A Quote by Mark Z. Danielewski

At the breakfast table we are footnoting everything that we read. We don't recognise it as such but we encounter an article in the newspaper and then suddenly we recall that a friend had a certain comment on that particular story, a certain bit of news that we saw on the television applies to that and we immediately assemble an idea of a story.
I had written a story. I wrote the story out of some desperation, really, and I didn't know I was writing a story, and it took me years. And when I finished, a friend of mine had the idea that the story should be read as a monologue in a theater.
Curiously, the balance seems to come when writing is woven into every aspect of my life, like eating or exercising - one flows constantly into the next: I'll wake up and have coffee, read the news, then write a letter or two (always in longhand), then go teach, and after teaching write a bit in a journal - dreams, what I had for breakfast and lunch and why I had it, what's on the iPod, sexual habits, etc. - then read a bit, then work on a real bit of writing...you get the idea.
We, in America, love a story - we need a story to get involved in. But then everything becomes more about how the story protects a certain perception as we pick sides.
Some people read an interesting or provocative newspaper article, and that's the end of that. A writer reads such an article, and her imagination gets fired up. Questions occur to her. She might feel an urge to finish the story that the article suggests.
It might be a very human thing across the board, but we, in America, love a story - we need a story to get involved in. But then everything becomes more about how the story protects a certain perception as we pick sides.
The thing that's helped me from wrestling is sometimes when you do live television, things change immediately, so you can be immersed in one story and then the story shifts. Ultimately, if you just get the point of what you're trying to accomplish, if you know the story, then you can put forth a good product.
I never try to convey a message, I just want to tell a story. Why that story in particular? I have no idea, but I have learned to surrender to the muse. I become obsessed with a theme or with certain stories; they haunt me for years, and finally, I write them.
I started out on the stage, then I had a great career in television for quite a few years. The good news about a TV series is that they give you a certain amount of fame and money. The bad news is that you're in people's living rooms every week and get associated with a particular character.
Innovation comes spontaneously. I don't know if I've done anything new. If I have, it's just because I had begun to feel for some time that I couldn't stand certain films, certain modes, certain ways of telling a story, certain tricks of plot development, all of it predictable and useless.
A lot of people think that they are really cool because they don't outline. In my writing group, they would say, "I will never outline. I let the characters take me." C'mon, man - I outline the story, but it's only like one page. It's a list of possible reversals in the story, like things where everything will just change because of this certain reveal or this certain action. Then I start really digging into the character because, to me, I don't care what the story is.
When a story or part of a story comes to me, I turn it over in my mind a long time before starting to write. I might make notes or take long drives or who knows what. By the time I give myself permission to write, I know certain things, though not everything. I know where the story is headed, and I know certain crucial points along the way.
I just write and do what I think is funny. Sometimes, you do have it in your head about certain bits. There are certain jokes where I know if I did them in certain situations, it would irk people. There are times where I look at the news and see a story going on, and I'm like, 'Wow, if I tweeted this, I would get press if I wanted to.'
It's only a story, you say. So it is, and the rest of life with it - creation story, love story, horror, crime, the strange story of you and I. The alphabet of my DNA shapes certain words, but the story is not told. I have to tell it myself. What is it that I have to tell myself again and again? That there is always a new beginning, a different end. I can change the story. I am the story. Begin.
Say you have a headline like "Mountain Bike Stolen," and then you read the story, read another story about it the next day, and then the next week, and then the next year. News is a process of expansion, the filling in of detail, and making narrative connections - not based on chronology, but based on features of the story. There are narrative connections made between props, between characters, between situations, and so forth.
In any case, you read with exasperation or amusement the multiple errors in a story-and then turn the page to national or international affairs, and read with renewed interest as if the rest of the newspaper was somehow more accurate about far-off Palestine than it was about the story you just read. You turn the page, and forget what you know.
There are certain scenes, certain hills and valleys and groves of pines which demand that a story shall be written about them. I would refine; I would say that the emotions aroused by these external things reverberating in the heart are indeed the story; or all that signifies the story....We translate a hill into a tale, conceive lovers to explain a brook, turn the perfect into the imperfect.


• _TASK INSTRUCTIONS_
Restate every record exactly, with nothing skipped.

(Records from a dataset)
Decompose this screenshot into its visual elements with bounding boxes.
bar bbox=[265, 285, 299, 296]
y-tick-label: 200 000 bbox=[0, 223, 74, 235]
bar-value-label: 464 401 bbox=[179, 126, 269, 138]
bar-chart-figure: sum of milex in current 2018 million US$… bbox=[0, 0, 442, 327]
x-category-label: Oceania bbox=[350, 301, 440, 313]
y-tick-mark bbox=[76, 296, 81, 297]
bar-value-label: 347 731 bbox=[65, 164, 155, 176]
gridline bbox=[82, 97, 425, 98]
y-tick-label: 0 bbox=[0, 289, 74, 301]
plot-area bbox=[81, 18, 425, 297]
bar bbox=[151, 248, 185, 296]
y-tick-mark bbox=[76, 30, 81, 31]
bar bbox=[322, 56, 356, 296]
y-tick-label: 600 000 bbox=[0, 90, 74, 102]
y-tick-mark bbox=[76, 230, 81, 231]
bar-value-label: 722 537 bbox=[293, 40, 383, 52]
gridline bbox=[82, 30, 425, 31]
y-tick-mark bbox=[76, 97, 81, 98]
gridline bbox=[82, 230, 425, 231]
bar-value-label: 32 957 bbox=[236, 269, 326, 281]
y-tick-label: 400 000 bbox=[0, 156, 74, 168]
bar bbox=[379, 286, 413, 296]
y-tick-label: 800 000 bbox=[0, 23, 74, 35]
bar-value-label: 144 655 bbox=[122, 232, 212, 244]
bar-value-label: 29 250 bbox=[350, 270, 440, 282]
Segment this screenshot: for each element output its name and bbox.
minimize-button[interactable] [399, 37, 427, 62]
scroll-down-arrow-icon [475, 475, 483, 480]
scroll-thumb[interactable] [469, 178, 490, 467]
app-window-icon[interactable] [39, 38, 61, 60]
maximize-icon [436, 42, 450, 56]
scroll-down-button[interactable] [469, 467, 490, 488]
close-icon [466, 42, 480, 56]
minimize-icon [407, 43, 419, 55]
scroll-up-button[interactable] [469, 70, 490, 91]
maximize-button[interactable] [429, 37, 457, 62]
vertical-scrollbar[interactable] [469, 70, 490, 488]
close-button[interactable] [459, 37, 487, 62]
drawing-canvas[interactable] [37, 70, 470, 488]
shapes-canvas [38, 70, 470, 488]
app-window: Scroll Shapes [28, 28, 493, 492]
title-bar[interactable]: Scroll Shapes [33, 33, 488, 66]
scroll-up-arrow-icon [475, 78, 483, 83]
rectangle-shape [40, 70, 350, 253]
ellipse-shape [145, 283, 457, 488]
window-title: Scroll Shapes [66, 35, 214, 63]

• _OUTPUT_
Decompose this screenshot into its visual elements with bounding boxes.
bar bbox=[265, 285, 299, 296]
y-tick-label: 200 000 bbox=[0, 223, 74, 235]
bar-value-label: 464 401 bbox=[179, 126, 269, 138]
bar-chart-figure: sum of milex in current 2018 million US$… bbox=[0, 0, 442, 327]
x-category-label: Oceania bbox=[350, 301, 440, 313]
y-tick-mark bbox=[76, 296, 81, 297]
bar-value-label: 347 731 bbox=[65, 164, 155, 176]
gridline bbox=[82, 97, 425, 98]
y-tick-label: 0 bbox=[0, 289, 74, 301]
plot-area bbox=[81, 18, 425, 297]
bar bbox=[151, 248, 185, 296]
y-tick-mark bbox=[76, 30, 81, 31]
bar bbox=[322, 56, 356, 296]
y-tick-label: 600 000 bbox=[0, 90, 74, 102]
y-tick-mark bbox=[76, 230, 81, 231]
bar-value-label: 722 537 bbox=[293, 40, 383, 52]
gridline bbox=[82, 30, 425, 31]
y-tick-mark bbox=[76, 97, 81, 98]
gridline bbox=[82, 230, 425, 231]
bar-value-label: 32 957 bbox=[236, 269, 326, 281]
y-tick-label: 400 000 bbox=[0, 156, 74, 168]
bar bbox=[379, 286, 413, 296]
y-tick-label: 800 000 bbox=[0, 23, 74, 35]
bar-value-label: 144 655 bbox=[122, 232, 212, 244]
bar-value-label: 29 250 bbox=[350, 270, 440, 282]
Segment this screenshot: for each element output its name and bbox.
minimize-button[interactable] [399, 37, 427, 62]
scroll-down-arrow-icon [475, 475, 483, 480]
scroll-thumb[interactable] [469, 178, 490, 467]
app-window-icon[interactable] [39, 38, 61, 60]
maximize-icon [436, 42, 450, 56]
scroll-down-button[interactable] [469, 467, 490, 488]
close-icon [466, 42, 480, 56]
minimize-icon [407, 43, 419, 55]
scroll-up-button[interactable] [469, 70, 490, 91]
maximize-button[interactable] [429, 37, 457, 62]
vertical-scrollbar[interactable] [469, 70, 490, 488]
close-button[interactable] [459, 37, 487, 62]
drawing-canvas[interactable] [37, 70, 470, 488]
shapes-canvas [38, 70, 470, 488]
app-window: Scroll Shapes [28, 28, 493, 492]
title-bar[interactable]: Scroll Shapes [33, 33, 488, 66]
scroll-up-arrow-icon [475, 78, 483, 83]
rectangle-shape [40, 70, 350, 253]
ellipse-shape [145, 283, 457, 488]
window-title: Scroll Shapes [66, 35, 214, 63]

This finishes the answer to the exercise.